UTI: Penge

Penge

Dubai is the parable of what money makes when it has no purpose but its own multiplication and grandeur. When the culture that holds it is too frail to contain it. Dubai is a place that doesn’t just know the price of everything and the value of nothing but makes everything worthless. The answer to everything in Dubai is money. In the darkness of the hot night, the motorways roar with Ferraris and Porsches and Lamborghinis; the fat boys are befuddled and stupefied by sports cars they race around on nowhere roads, going nowhere. Taxi drivers of their ambitionless, all-consuming entitlement. Shortchanged by being given everything. Cursed with money.

Hvordan verden ser ud, når svaret på ethvert spørgsmål er penge.


— A. A. Gill: Dubai on Empty. Vanity Fair, 11. mar. 2011

Tabte horisonter

“Have you ever been in need of money? Almost every man who enters our society joins it as a young man in need of money. His instincts are unsullied, his intellect is fresh and strong, but he must live. How comes it that the country is full of maimed human beings, of cynics and feeble good men, and outside of this no form of life except the diabolical intelligence of pure business?….He must get on. He goes into a law office, and if he is offended at its dishonest practices he cannot speak. He soon accepts them. Thereafter he cannot see them. He goes into a newspaper office, the same; a banker’s, a merchant’s, a dry-goods’ shop. What has happened to these fellows at the end of three years, that their minds seem to be drying up? I have seen many men I knew in college grow more and more uninteresting from year to year. Is there something in trade that desiccates and flattens out, that turns men into dried leaves at the age of forty? Certainly there is. It is not due to trade, but to intensity of self-seeking, combined with narrowness of occupation.”


— John Jay Chapman (1862-1933): Practical Agitation, New York 1900, s. 55-56. Via Laudator Temporis Acti, 15. feb 2017.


*What you should do*. Reprint each record exactly. Pictures are not reprinted.

*Records for the exercise*.
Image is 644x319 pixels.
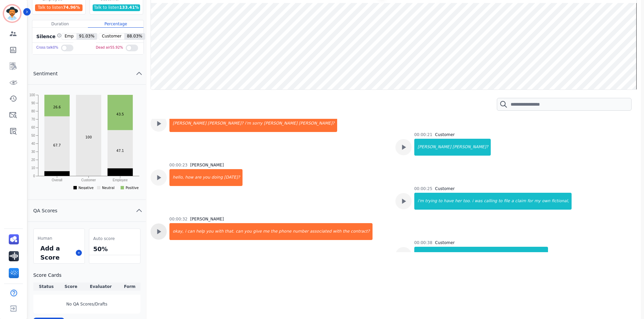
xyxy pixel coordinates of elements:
div: trying [424,193,438,209]
div: [PERSON_NAME] [415,139,452,156]
div: i'm [415,193,424,209]
th: Score [60,283,82,291]
text: 90 [31,101,35,105]
div: may [456,247,466,263]
text: 30 [31,150,35,154]
div: Cross talk 0 % [36,43,59,53]
div: Talk to listen [93,4,141,11]
div: her [454,193,462,209]
div: -615 [482,247,493,263]
div: hello, [170,169,185,186]
div: 00:00:25 [414,186,433,192]
span: Emp [62,33,76,39]
text: 47.1 [116,149,124,153]
div: doing [211,169,224,186]
div: [PERSON_NAME]? [451,139,491,156]
div: Duration [32,21,88,27]
text: 60 [31,125,35,129]
div: -506 [529,247,539,263]
text: 43.5 [116,113,124,116]
div: Silence [35,33,62,40]
div: 00:00:23 [169,162,188,167]
div: number [292,223,310,240]
div: 50% [92,243,138,254]
button: QA Scores chevron up [28,200,146,222]
div: fictional, [551,193,573,209]
div: to [438,193,443,209]
span: Sentiment [28,70,63,77]
div: i [185,223,187,240]
div: 00:00:32 [169,216,188,222]
div: -7. [539,247,548,263]
div: give [252,223,262,240]
div: it [452,247,456,263]
div: that. [225,223,236,240]
div: are [194,169,202,186]
text: 50 [31,134,35,137]
text: 100 [85,135,92,139]
div: uh, [445,247,452,263]
div: see, [435,247,445,263]
text: 70 [31,117,35,121]
div: associated [310,223,332,240]
div: [PERSON_NAME] [191,162,224,167]
div: calling [483,193,497,209]
svg: chevron up [135,206,144,214]
span: 74.96 % [63,5,80,10]
div: have [443,193,454,209]
div: can [187,223,195,240]
text: 100 [29,93,35,97]
div: Talk to listen [35,4,83,11]
th: Status [33,283,60,291]
text: 9.4 [117,172,123,175]
div: for [527,193,535,209]
svg: chevron up [135,69,144,77]
div: -615 [519,247,529,263]
div: [PERSON_NAME]? [298,115,337,132]
div: i'm [244,115,252,132]
div: Customer [436,240,455,246]
th: Form [119,283,141,291]
div: [PERSON_NAME] [263,115,298,132]
button: Sentiment chevron up [28,63,146,85]
div: too. [462,193,472,209]
div: me [263,223,271,240]
img: Bordered avatar [4,6,21,22]
span: 88.03 % [124,33,146,39]
div: No QA Scores/Drafts [33,295,141,313]
div: [PERSON_NAME] [191,216,224,222]
text: 20 [31,158,35,161]
text: Employee [112,178,128,182]
div: Auto score [92,234,138,243]
text: 10 [31,166,35,169]
text: 80 [31,110,35,114]
div: okay, [170,223,185,240]
div: phone [279,223,292,240]
div: 205 [509,247,519,263]
div: -506 [493,247,502,263]
div: uh, [415,247,425,263]
div: file [503,193,511,209]
div: own [541,193,551,209]
div: let's [425,247,435,263]
div: Customer [436,186,455,192]
div: contract? [350,223,372,240]
div: with [332,223,342,240]
text: 0 [33,174,35,178]
div: was [474,193,483,209]
div: Dead air 55.92 % [96,43,123,53]
div: you [205,223,214,240]
div: 00:00:38 [414,240,433,246]
div: 00:00:21 [414,132,433,137]
span: Human [38,236,52,241]
h3: Score Cards [33,272,141,278]
div: Add a Score [39,243,73,263]
div: you [202,169,211,186]
div: i [472,193,474,209]
text: Positive [126,186,139,190]
div: to [498,193,503,209]
text: Customer [81,178,96,182]
div: help [195,223,205,240]
span: 133.41 % [119,5,139,10]
span: QA Scores [28,207,63,214]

*Written response*.
Image is 644x319 pixels.
xyxy pixel coordinates of elements:
div: trying [424,193,438,209]
div: [PERSON_NAME] [415,139,452,156]
div: i'm [415,193,424,209]
th: Score [60,283,82,291]
text: 90 [31,101,35,105]
div: may [456,247,466,263]
text: 30 [31,150,35,154]
div: Cross talk 0 % [36,43,59,53]
div: Talk to listen [93,4,141,11]
div: her [454,193,462,209]
div: -615 [482,247,493,263]
div: hello, [170,169,185,186]
div: 00:00:25 [414,186,433,192]
span: Emp [62,33,76,39]
text: 47.1 [116,149,124,153]
div: doing [211,169,224,186]
div: [PERSON_NAME]? [451,139,491,156]
div: Duration [32,21,88,27]
text: 60 [31,125,35,129]
div: -506 [529,247,539,263]
text: 43.5 [116,113,124,116]
div: Silence [35,33,62,40]
div: 00:00:23 [169,162,188,167]
div: number [292,223,310,240]
div: 50% [92,243,138,254]
button: QA Scores chevron up [28,200,146,222]
div: fictional, [551,193,573,209]
div: to [438,193,443,209]
span: Sentiment [28,70,63,77]
div: i [185,223,187,240]
div: 00:00:32 [169,216,188,222]
div: -7. [539,247,548,263]
div: give [252,223,262,240]
div: it [452,247,456,263]
div: that. [225,223,236,240]
div: are [194,169,202,186]
text: 50 [31,134,35,137]
text: 100 [85,135,92,139]
div: uh, [445,247,452,263]
div: see, [435,247,445,263]
text: 70 [31,117,35,121]
div: associated [310,223,332,240]
div: [PERSON_NAME] [191,162,224,167]
div: calling [483,193,497,209]
svg: chevron up [135,206,144,214]
span: 74.96 % [63,5,80,10]
div: have [443,193,454,209]
div: can [187,223,195,240]
text: 100 [29,93,35,97]
div: Talk to listen [35,4,83,11]
th: Status [33,283,60,291]
text: 9.4 [117,172,123,175]
div: for [527,193,535,209]
svg: chevron up [135,69,144,77]
div: -615 [519,247,529,263]
div: [PERSON_NAME]? [298,115,337,132]
div: i'm [244,115,252,132]
div: Customer [436,240,455,246]
th: Form [119,283,141,291]
div: [PERSON_NAME] [263,115,298,132]
button: Sentiment chevron up [28,63,146,85]
div: too. [462,193,472,209]
div: me [263,223,271,240]
img: Bordered avatar [4,6,21,22]
span: 88.03 % [124,33,146,39]
div: No QA Scores/Drafts [33,295,141,313]
div: [PERSON_NAME] [191,216,224,222]
text: 20 [31,158,35,161]
text: Employee [112,178,128,182]
div: Auto score [92,234,138,243]
text: 10 [31,166,35,169]
text: 80 [31,110,35,114]
div: okay, [170,223,185,240]
div: phone [279,223,292,240]
div: 205 [509,247,519,263]
div: -506 [493,247,502,263]
div: uh, [415,247,425,263]
div: file [503,193,511,209]
div: own [541,193,551,209]
div: let's [425,247,435,263]
div: Customer [436,186,455,192]
div: contract? [350,223,372,240]
div: with [332,223,342,240]
text: 0 [33,174,35,178]
div: was [474,193,483,209]
div: Dead air 55.92 % [96,43,123,53]
div: you [205,223,214,240]
div: 00:00:38 [414,240,433,246]
div: 00:00:21 [414,132,433,137]
span: Human [38,236,52,241]
h3: Score Cards [33,272,141,278]
div: Add a Score [39,243,73,263]
div: you [202,169,211,186]
div: i [472,193,474,209]
text: Positive [126,186,139,190]
div: to [498,193,503,209]
text: Customer [81,178,96,182]
div: help [195,223,205,240]
span: 133.41 % [119,5,139,10]
span: QA Scores [28,207,63,214]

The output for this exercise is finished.